CM Kallos’s just announced the 2018 Participatory Budgeting winners…   (Scroll down).

The governor’s just announced $250M to expand the number of EV charging stations in NYS!!

How great that the first – and massive – piece of the erstwhile Tappan Zee Bridge’s been put in place to shore up Hampton Bay’s Shinnecock Reef!!  (To see it drop…!!)

Always more interesting refinements to what should and shouldn’t be recycled

Rescues…  Fires…   Our NYS Forest Rangers have had a challenging week!! 

Let there be animals:

UES neighbor’s been fostering this lovely kitty awaiting a forever home…

France has its own invasive species…  A giant worm!!

homemade hummingbird nectar recipe

Always something great in/from the Hudson River Almanac:

5/14 – Manhattan  This morning, from the Baylander IX-514 that’s docked at the West Harlem Piers, Brian O’Hara, who works on the vessel, spotted a “pod” of what he believed to be dolphins swimming upriver.  They were too far away to get a reasonable phto with his cellphone camera, but he was able to make out that there were three of them.

ship

The Baylander

The Baylander is a Vietnam-era, decommissioned U.S. Navy ship that was used to train helicopter pilots to land at sea.  It’s moored at the West Harlem Piers Park at 125th Street in Manhattan and has become a makeshift museum-by-the-river as well as a community gathering space and educational resource for the West Harlem community. – Ira Gershenhorn

(These were likely bottlenose dollphins (Tursiops truncatus), occasional visitor to the Hudson River.  Bottlenose dolphins, as well as humpback whales (Megaptera novaeangeliae), have been sighted 20 miles downriver in the Lower Bay of New York Harbor, outside the Verrazano Narrows.
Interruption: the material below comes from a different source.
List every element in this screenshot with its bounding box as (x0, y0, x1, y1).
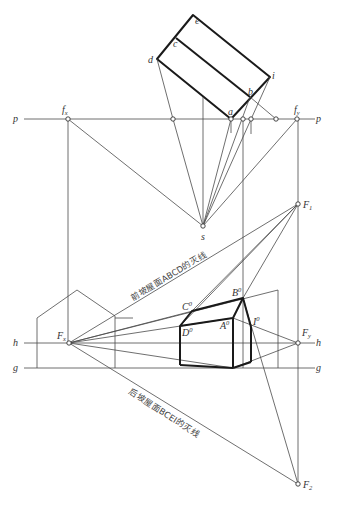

If you see a live and apparently healthy marine mammal or sea turtle in the Hudson River, please let the Atlantic Marine Conservation Society know.  If you have photos or video, please send them to sightings@amseas.org  

If you see a sick or injured marine mammal or sea turtle, please call the New York State Stranding Hotline (Riverhead Foundation for Marine Research & Preservation) immediately:  631-369-9829 and ask for Kimberly Durham.